Tuesday, April 28, 2009

Houston, we have a problem

For the last few days, it seems that everytime I look at my inbox, I find another "breaking news" report from the Houston Chronicle, warning of another set of tornados, flash flooding, underwater underpasses, electrical outages, and general weather havoc. Co-habitating in my inbox is a thread of discussion on a progressive political list-serv in which numerous contributors continue to question the validity of climate change. The list-serv originates in the Bayou City. Houston, we have a problem.

Posters debate what is not debatable, question science of which they have no knowledge, accept at face value that which they've heard on talk shows, and repeatedly, say that you have to make up your own mind on climate change, it's just not that certain that it's happening. The occasional voice of reason begs for reconsideration, but is dismissed for being willing to accept "propaganda."

For this apparent conundrum I have one thought--look out your window. The intense storms, the ravaging floods, the frequency of all of it--these are but one aspect of climate change, and according to prominent scientists like Dr. Ron Sass (Rice University), who is a member of the Intergovernmental Panel on Climate Change, and Dr. Richard Seager (Columbia University), who is with the prestigious Lamont-Doherty Earth Observatory, this is precisely what is anticipated for the Houston area, and indeed, the East Texas region. While climate change will present with symptoms of increased aridity in regions of Texas west of IH 35, it's predicted by the experts that all of East Texas will suffer the results in precisely the way they're experiencing them now. And in case you missed the reports that came out a few weeks ago from preliminary talks on climate change--leading up to the Copenhagen meetings--this is here to stay for at least a thousand years. Such are the wages of carbon "sin."

And what is on the "other side" of this argument? The fossil fuel industry, that's what, disguised as a think tank here, or concealed as a scientific expert there, all while receiving fat paychecks from the industry itself. It's the tobacco industry all over again, paying a handful of scientists to refute the obvious truth while thousands of scientists not so associated blew the proverbial whistle on the industry. Have we forgotten how that played out? If so, we're experiencing a repeat. Seems that the system has had a few leaks, however--even the industry's scientists were warning that climate change was for real, as Andrew Revkin recently wrote about in the New York Times. The tragedy of it all is that as the industry's front groups continued to obfuscate the discussion about climate change, and specifically, about the role of emissions in the form of greenhouse gases, the point-of-no-return loomed closer and closer, and the masses remained unmoved, lulled into complacency by clever industry propaganda and a deliberate campaign to belittle those voices calling for action.

Houston is not my favorite city--too much traffic, too much smog, too high a humidity, and too many hurricanes. But its residents, many lured by its rich artistic and cultural life, its melting-pot sense of opportunity for all, deserve the truth about climate change and its short-term and long-term effects on the city. Ringed by the very symbols of the fossil-fuel industry, it would suffer a very ironic fate were it to register high on the scale of victims of our drastically changing climate. That's what scientists are predicting for the nation's fourth-largest city, however--and that's a problem for us all.


Monday, April 27, 2009

How I invented "wonderland"

Oh, I wonder, wonder, wonder--so begins one of the great rock-n-roll standards of the 50's, only they were wondering who wrote the book of love. That I'm not wondering about--I just assume it was not a woman.

What am I wondering about is a great river--the River of Denial, and how so many people seem to be floating down it mindlessly and not giving a thought to what we're doing with the earth. At an Earth Day celebration in Alpine, Texas, this weekend, I had a visitor to my table tell me that she really didn't care if the seas rose and enveloped coastal cities like Galveston and Corpus Christi, because she considered them "trash" anyway. On how many levels is this wrong? Well, let's see--first of all, dear lady, you are not the center of the universe, and these two sparkling cities by the sea do not exist to please you. Second, the coast does not exist in a vacuum, sealed off from the inland areas by a fortress strong and true. What affects Galveston is more likely going to affect you in one way or another. Liked that Hurricane Ike, did you? Hope so, because you're up to bat next if you live inland and the oceans deposit their hurricanes right at your doorstep now instead of having them wade through the lowlands to get to you.

Oh, and this is all going to happen on somebody else's watch? Your daughter's generation, or your granddaughter's? We won't even deal with how selfish that would be, to care only that things remain the same for your own generation. We'll just drop this on you instead--scientists have consistently been wrong about one aspect of climate change--they've underestimated the damage, over and over again. Underestimated the destruction of the arctic ice shelf. Underestimated the time it would take to see the Siberian permafrost melting. Underestimated the severity of drought and the intensity of storms. Wouldn't it be a grand sort of karma if the generation most responsible for all this ended up getting caught in its maelstrom?

We're not getting out of this world alive, surely. But the least we can do in our short time on our home planet is leave like we found it. And we've got some major work to do to ensure that comes about.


Required action: Each line below with the string "Probability" should be copied.

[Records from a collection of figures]
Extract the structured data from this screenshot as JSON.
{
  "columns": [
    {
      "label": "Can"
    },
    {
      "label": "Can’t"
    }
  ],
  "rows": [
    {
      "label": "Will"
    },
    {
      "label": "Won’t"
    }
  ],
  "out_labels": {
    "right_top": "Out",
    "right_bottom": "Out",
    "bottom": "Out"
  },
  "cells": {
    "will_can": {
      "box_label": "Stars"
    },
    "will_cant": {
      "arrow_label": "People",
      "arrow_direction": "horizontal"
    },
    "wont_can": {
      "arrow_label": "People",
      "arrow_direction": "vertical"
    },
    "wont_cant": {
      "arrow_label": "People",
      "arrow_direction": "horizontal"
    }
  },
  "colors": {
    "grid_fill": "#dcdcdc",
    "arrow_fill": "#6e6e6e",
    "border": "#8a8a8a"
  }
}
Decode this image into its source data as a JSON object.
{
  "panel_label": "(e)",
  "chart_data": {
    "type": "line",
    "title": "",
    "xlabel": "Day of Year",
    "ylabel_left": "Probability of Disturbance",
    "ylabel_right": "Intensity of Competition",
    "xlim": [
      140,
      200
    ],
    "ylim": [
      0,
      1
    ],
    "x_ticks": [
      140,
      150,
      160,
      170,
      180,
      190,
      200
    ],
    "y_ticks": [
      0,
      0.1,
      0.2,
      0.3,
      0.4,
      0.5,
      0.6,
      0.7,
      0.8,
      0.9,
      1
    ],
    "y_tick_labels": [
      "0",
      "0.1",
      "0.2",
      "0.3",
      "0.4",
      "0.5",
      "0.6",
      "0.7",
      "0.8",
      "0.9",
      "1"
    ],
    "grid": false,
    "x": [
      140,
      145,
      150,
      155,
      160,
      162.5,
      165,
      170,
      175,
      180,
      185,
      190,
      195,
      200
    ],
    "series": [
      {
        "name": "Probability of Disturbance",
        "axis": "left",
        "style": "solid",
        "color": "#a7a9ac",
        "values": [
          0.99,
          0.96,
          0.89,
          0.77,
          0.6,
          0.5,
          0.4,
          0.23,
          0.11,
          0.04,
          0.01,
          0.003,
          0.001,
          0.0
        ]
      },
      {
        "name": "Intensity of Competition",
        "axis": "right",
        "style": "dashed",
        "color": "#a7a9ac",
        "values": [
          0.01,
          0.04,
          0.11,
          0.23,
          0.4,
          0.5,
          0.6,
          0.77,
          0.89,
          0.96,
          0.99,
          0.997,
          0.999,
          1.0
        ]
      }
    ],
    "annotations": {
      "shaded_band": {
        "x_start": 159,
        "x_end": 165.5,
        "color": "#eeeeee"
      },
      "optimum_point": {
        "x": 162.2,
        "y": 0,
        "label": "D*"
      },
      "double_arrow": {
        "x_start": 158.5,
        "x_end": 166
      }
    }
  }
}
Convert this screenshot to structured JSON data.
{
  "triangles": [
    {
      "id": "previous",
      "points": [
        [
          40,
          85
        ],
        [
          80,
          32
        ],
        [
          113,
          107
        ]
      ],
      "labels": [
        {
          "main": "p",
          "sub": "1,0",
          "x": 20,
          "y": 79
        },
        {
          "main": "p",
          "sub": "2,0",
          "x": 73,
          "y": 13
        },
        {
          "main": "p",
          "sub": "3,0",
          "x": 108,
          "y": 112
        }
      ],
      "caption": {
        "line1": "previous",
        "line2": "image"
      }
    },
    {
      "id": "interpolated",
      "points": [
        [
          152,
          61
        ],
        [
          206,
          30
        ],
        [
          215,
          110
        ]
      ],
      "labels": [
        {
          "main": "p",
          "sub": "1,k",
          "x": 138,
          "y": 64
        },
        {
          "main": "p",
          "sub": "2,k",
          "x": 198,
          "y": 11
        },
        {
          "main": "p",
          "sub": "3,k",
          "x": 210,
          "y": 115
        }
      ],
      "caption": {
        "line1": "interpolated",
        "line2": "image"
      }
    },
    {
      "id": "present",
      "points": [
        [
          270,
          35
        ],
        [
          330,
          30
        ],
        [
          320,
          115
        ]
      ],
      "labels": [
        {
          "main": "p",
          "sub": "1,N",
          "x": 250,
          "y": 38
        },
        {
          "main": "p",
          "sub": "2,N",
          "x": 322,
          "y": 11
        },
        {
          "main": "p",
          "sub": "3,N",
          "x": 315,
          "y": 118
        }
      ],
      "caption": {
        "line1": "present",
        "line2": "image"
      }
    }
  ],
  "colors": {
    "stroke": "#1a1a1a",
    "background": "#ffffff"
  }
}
* * *
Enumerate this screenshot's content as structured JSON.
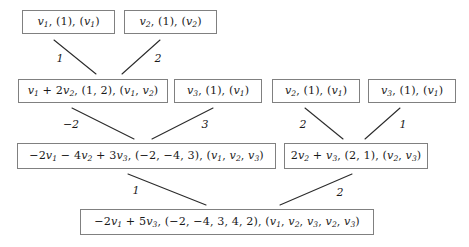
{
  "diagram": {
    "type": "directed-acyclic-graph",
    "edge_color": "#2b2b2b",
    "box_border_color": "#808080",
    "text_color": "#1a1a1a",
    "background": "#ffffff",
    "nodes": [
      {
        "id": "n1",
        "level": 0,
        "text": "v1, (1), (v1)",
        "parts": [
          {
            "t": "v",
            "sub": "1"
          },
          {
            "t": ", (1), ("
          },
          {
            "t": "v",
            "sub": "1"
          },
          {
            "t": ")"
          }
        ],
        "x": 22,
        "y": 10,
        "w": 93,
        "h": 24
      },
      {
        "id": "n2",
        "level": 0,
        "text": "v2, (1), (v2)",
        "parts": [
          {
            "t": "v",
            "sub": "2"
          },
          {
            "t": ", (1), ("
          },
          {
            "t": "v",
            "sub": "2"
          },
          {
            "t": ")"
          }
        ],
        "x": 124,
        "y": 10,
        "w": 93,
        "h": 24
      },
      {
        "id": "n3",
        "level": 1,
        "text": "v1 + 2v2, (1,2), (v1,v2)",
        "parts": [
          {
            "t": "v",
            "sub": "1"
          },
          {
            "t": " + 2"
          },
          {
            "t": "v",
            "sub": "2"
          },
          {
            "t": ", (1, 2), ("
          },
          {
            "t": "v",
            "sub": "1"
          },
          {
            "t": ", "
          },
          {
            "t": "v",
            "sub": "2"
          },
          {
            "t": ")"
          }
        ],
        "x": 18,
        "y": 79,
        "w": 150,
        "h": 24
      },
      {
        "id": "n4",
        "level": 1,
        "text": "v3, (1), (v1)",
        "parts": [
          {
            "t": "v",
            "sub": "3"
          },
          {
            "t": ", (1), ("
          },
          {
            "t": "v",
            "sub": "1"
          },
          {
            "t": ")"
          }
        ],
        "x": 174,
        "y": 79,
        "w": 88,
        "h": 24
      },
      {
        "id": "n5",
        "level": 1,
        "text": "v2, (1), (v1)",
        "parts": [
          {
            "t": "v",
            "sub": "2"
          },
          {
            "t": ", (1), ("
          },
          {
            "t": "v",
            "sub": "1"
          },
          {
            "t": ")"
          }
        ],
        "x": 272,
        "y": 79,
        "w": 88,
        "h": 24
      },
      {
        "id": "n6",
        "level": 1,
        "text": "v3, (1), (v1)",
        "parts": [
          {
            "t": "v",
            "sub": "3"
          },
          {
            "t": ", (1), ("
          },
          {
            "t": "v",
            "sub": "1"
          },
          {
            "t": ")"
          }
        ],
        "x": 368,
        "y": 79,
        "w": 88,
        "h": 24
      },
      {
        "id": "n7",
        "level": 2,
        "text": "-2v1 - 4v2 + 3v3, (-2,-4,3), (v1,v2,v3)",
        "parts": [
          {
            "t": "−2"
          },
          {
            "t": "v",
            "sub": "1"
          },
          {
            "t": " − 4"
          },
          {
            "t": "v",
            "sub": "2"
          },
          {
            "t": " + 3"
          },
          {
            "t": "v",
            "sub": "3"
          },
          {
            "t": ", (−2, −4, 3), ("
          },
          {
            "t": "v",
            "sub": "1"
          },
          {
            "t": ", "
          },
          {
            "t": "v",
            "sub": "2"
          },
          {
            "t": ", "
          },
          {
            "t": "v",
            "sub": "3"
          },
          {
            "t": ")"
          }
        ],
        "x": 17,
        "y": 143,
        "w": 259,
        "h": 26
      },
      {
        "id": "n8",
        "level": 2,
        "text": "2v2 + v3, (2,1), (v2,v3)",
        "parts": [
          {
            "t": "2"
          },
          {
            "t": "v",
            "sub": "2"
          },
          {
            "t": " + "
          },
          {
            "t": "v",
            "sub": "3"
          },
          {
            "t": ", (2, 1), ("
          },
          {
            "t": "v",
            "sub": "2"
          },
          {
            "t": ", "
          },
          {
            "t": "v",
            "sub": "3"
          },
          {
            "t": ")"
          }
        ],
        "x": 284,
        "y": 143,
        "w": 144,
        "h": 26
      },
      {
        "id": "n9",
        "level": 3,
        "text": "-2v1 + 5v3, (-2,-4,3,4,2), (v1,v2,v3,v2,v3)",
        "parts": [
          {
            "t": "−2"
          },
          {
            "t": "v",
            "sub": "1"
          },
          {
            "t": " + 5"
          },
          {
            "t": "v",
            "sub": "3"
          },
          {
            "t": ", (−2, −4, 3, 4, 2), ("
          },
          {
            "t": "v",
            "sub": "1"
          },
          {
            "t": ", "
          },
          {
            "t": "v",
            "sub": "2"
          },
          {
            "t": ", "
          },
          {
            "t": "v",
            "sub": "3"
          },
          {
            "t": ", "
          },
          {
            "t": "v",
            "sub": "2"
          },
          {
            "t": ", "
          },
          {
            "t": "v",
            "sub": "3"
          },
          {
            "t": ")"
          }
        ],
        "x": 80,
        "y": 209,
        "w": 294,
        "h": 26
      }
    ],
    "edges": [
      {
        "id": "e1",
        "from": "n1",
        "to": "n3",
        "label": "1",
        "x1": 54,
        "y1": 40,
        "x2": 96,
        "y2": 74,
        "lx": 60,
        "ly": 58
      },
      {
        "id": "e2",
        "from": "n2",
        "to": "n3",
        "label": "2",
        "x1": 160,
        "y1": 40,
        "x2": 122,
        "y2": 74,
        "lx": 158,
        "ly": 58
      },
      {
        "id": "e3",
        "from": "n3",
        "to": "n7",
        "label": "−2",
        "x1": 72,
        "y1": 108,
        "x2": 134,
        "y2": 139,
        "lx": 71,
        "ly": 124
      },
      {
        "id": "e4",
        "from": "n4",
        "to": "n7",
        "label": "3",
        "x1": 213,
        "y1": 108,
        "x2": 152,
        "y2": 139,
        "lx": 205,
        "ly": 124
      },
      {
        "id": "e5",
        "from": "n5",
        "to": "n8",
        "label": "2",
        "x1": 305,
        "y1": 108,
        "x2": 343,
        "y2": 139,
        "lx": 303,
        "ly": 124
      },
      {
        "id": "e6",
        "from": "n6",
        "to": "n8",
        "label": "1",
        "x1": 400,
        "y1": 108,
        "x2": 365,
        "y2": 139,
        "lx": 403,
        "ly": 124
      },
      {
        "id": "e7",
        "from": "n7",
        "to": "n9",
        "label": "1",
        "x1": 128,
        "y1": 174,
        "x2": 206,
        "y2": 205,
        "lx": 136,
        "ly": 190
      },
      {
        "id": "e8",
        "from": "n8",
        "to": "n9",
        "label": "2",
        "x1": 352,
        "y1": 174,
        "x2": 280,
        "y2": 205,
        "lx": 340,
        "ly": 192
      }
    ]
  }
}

Reply to the task:
    "ylabel_left": "Probability of Disturbance",
        "name": "Probability of Disturbance",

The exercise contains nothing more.